At The Forefront Podcast Featuring Walter J. Levy

IN THIS EPISODE:

In this episode, host Tim Mallad welcomes Walter J. Levy, a pioneer in social work and notable leader within the Dallas Jewish Community. Walter discusses his life’s journey which began in Germany and ultimately landed him in Dallas, Texas. Tim and Walter walk through the obstacles he’s overcome, achievements he’s attained and the importance of documenting, sharing and remembering one’s life story.

ABOUT WALTER J. LEVY:

With his parents and younger sister, a teenaged Walter J. Levy emigrated from Koenigsberg, Germany to Fort Smith, Arkansas in 1938. He entered his American high school and did fine in some classes, but was quickly sent to the elementary school for remedial English. Clark Kent, as Superman, could leap tall buildings in a single bound but, to hear him tell his origin story, Walter progressed from 3rd grade to 12th in a single year.
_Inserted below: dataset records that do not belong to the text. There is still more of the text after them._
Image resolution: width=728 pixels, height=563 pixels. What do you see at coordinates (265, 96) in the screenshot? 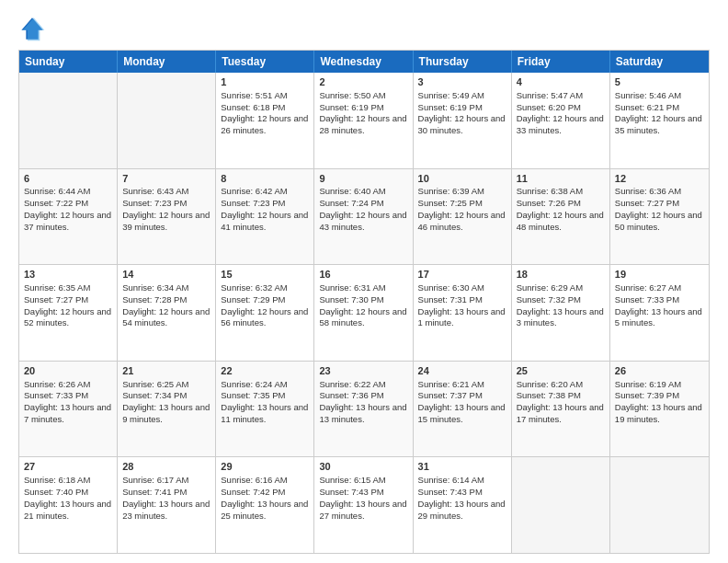
I see `day-info-line: Sunrise: 5:51 AM` at bounding box center [265, 96].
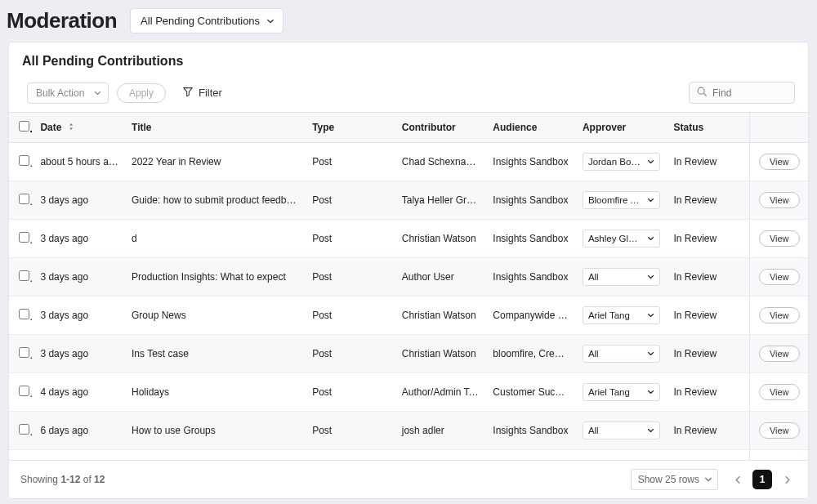  Describe the element at coordinates (141, 93) in the screenshot. I see `apply-button: Apply` at that location.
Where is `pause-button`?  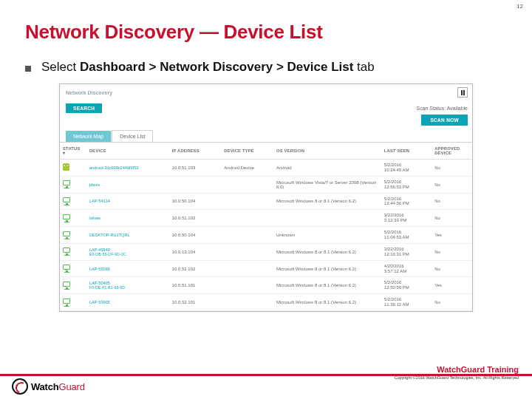
pause-button is located at coordinates (463, 92).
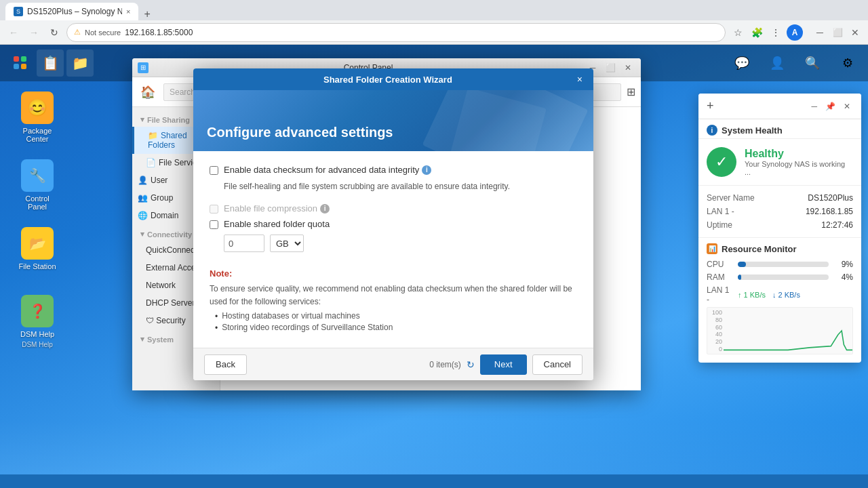 The height and width of the screenshot is (488, 868). Describe the element at coordinates (788, 331) in the screenshot. I see `chart-svg` at that location.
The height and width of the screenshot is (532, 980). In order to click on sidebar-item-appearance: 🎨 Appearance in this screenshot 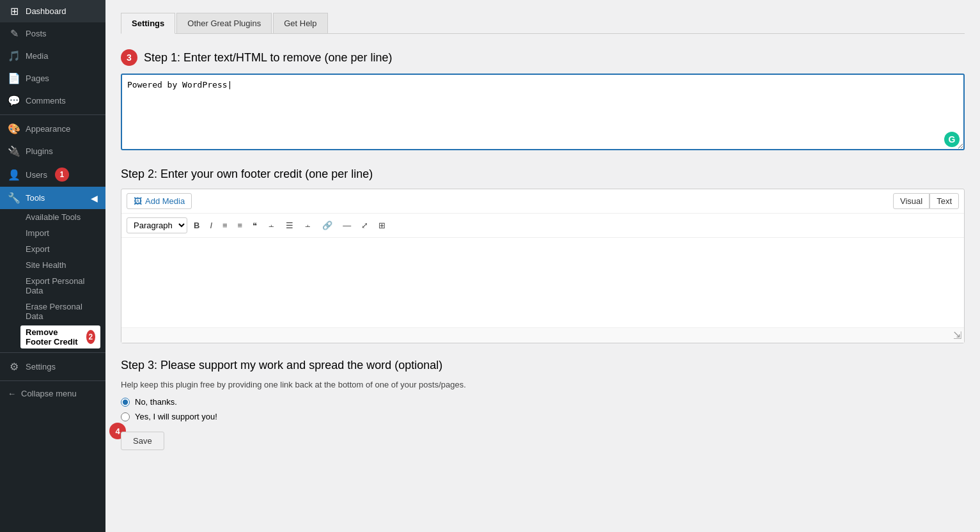, I will do `click(52, 129)`.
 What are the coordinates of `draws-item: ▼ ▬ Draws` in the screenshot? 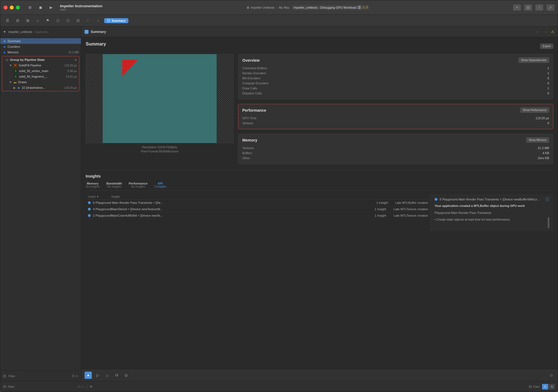 It's located at (41, 82).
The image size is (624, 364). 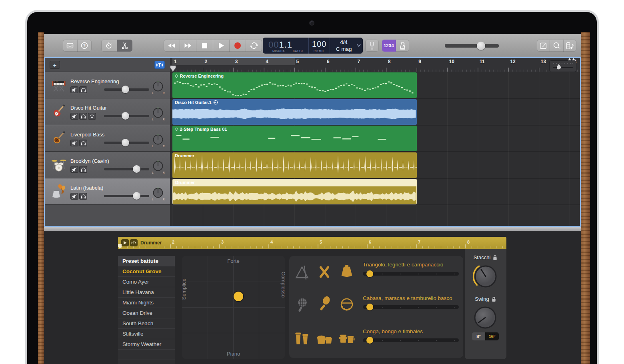 I want to click on lcd-display: 001.1 MISURA BATTU 100 RITMO 4/4 C mag, so click(x=313, y=46).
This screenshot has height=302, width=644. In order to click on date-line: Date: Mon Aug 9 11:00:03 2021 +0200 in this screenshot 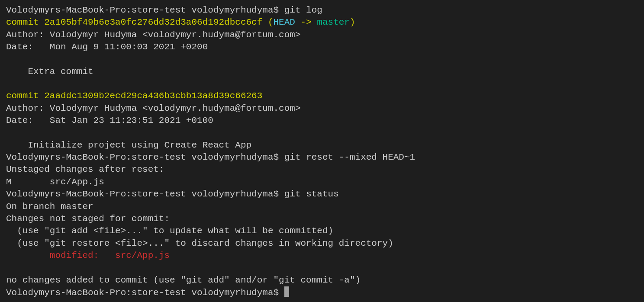, I will do `click(107, 47)`.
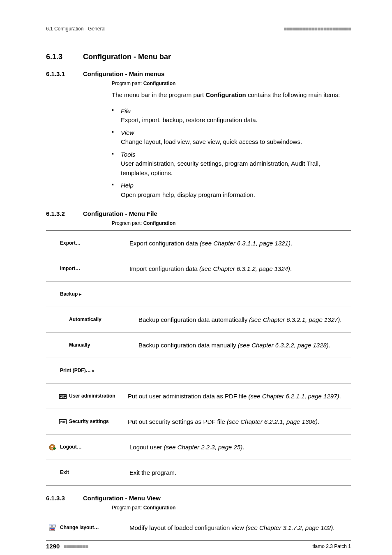 This screenshot has height=555, width=392. What do you see at coordinates (76, 29) in the screenshot?
I see `running-header-left: 6.1 Configuration - General` at bounding box center [76, 29].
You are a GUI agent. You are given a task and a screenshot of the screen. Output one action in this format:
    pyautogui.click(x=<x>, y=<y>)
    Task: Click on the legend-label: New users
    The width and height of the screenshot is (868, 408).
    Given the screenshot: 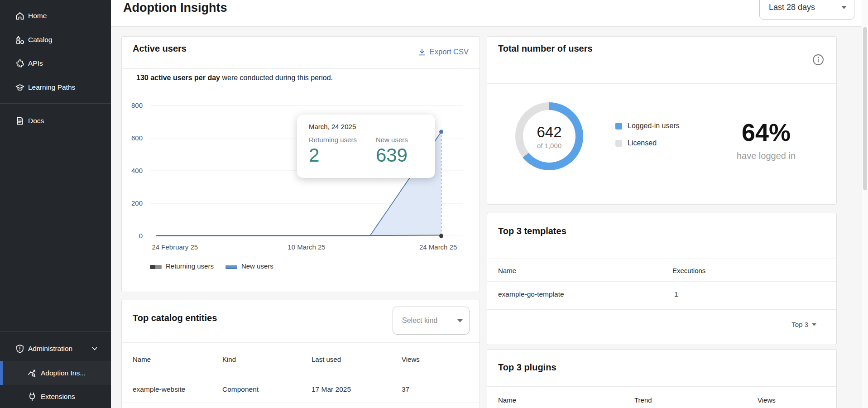 What is the action you would take?
    pyautogui.click(x=257, y=266)
    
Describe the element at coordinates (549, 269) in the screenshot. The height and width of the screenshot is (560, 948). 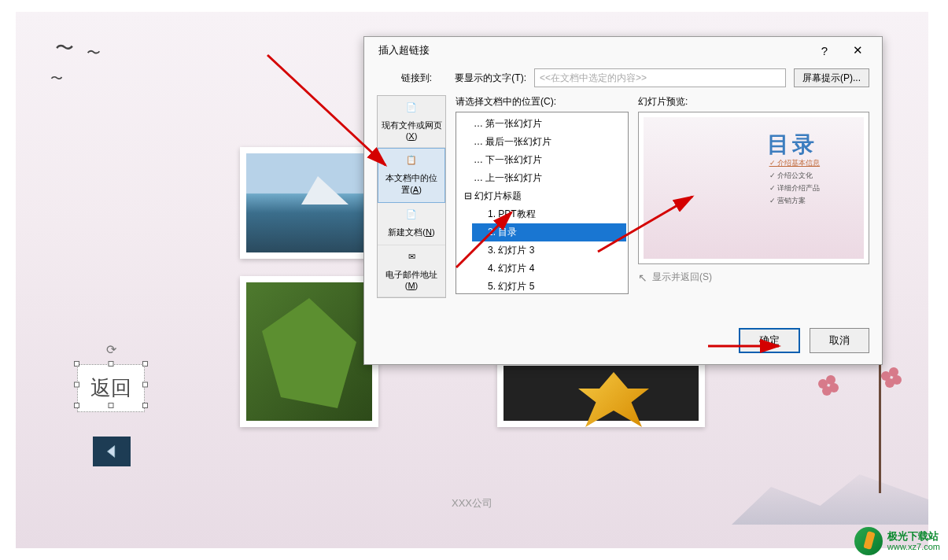
I see `tree-slide-item: 4. 幻灯片 4` at that location.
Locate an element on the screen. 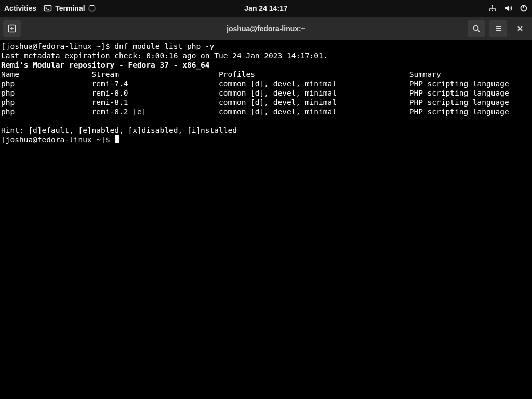 Image resolution: width=532 pixels, height=399 pixels. active-app-name: Terminal is located at coordinates (70, 8).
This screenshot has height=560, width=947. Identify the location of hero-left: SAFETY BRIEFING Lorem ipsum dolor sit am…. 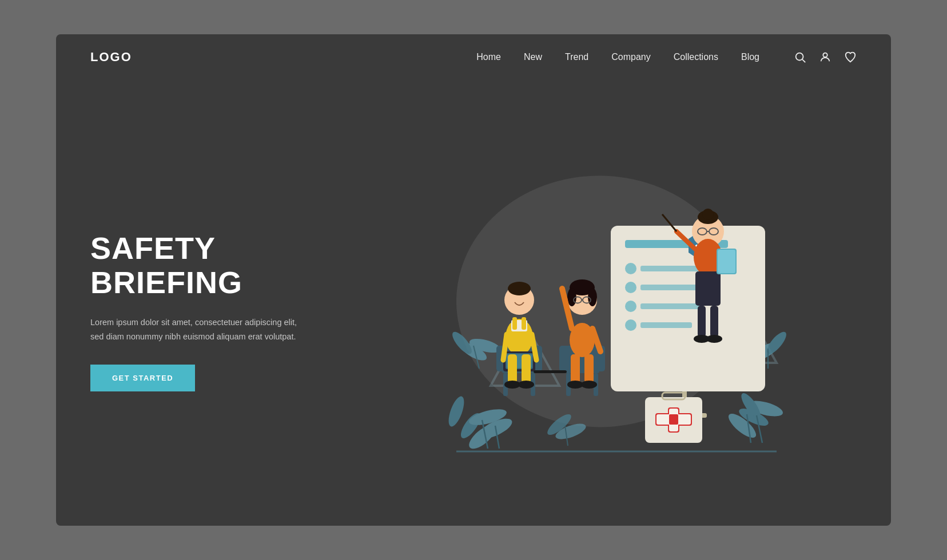
(216, 311).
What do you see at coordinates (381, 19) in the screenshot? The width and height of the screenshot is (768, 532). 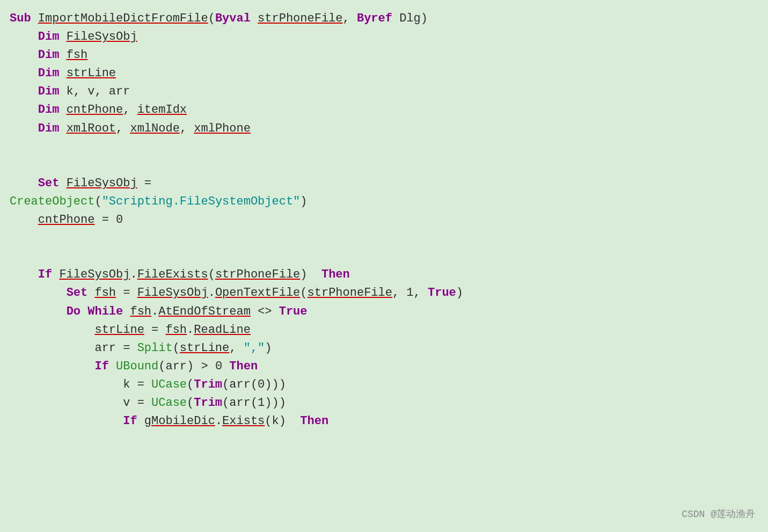 I see `code-line: Sub ImportMobileDictFromFile(Byval strPh…` at bounding box center [381, 19].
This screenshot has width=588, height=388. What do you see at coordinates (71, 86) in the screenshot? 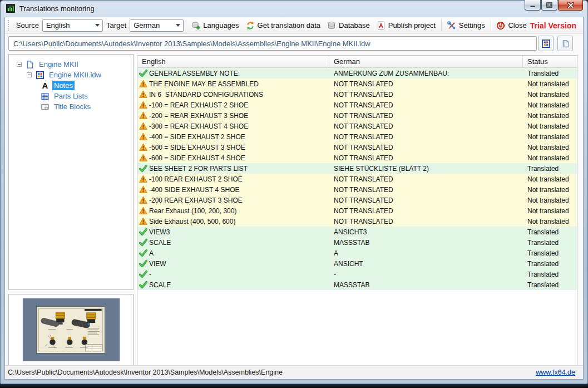
I see `tree-item-notes: A Notes` at bounding box center [71, 86].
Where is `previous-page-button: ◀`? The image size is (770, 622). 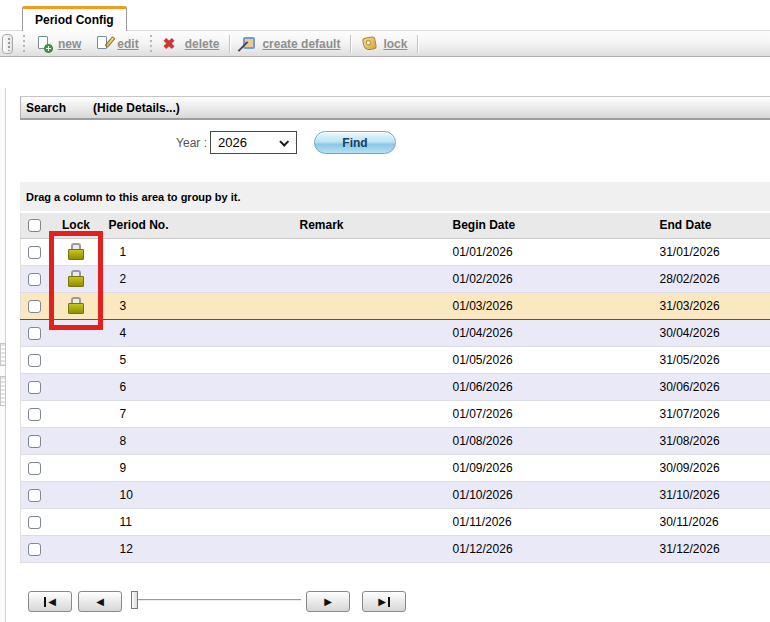 previous-page-button: ◀ is located at coordinates (100, 602).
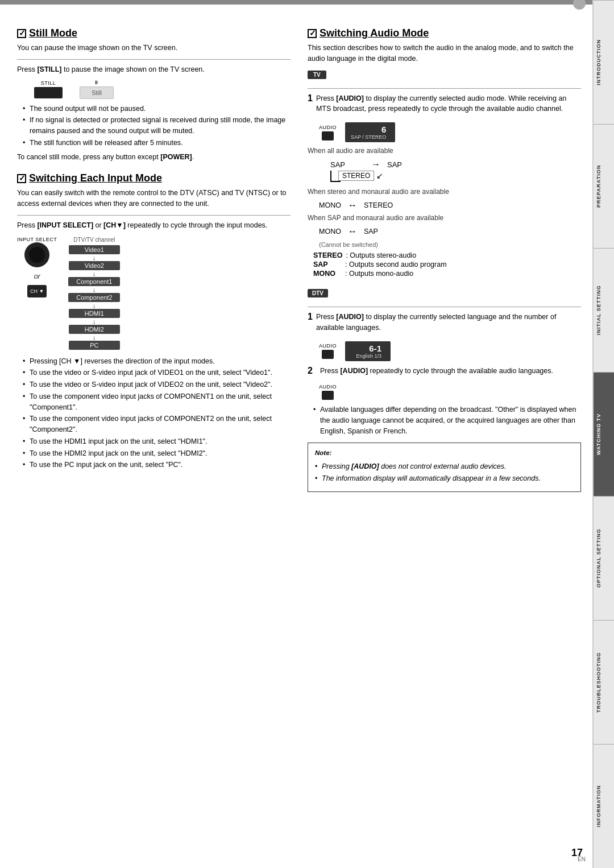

If that’s not super power, what is?! Walter earned a Bachelor’s Degree in Philosophic Studies from Hendrix College and then pursued graduate study at the University of Chicago because, as Robert Maynard Hutchins, an American educational philosopher, dean of Yale Law School, and president and chancellor of the University of Chicago, said: “There is one university in this country; all the rest are schools.” Subsequently, Walter received a Masters Degree in Social Work at Washington University in St. Louis, authored major studies on topics ranging from American labor to community development to the experience of aging. He married, raised a family, and is universally recognized as a midcentury pioneer in the Dallas Jewish community. Walter is a superhero, a social worker who pioneered in the field of social work with the elderly and Jewish communal service. He is, by all measures, a scholar and a visionary and his work from half a century ago benefits us to this very day.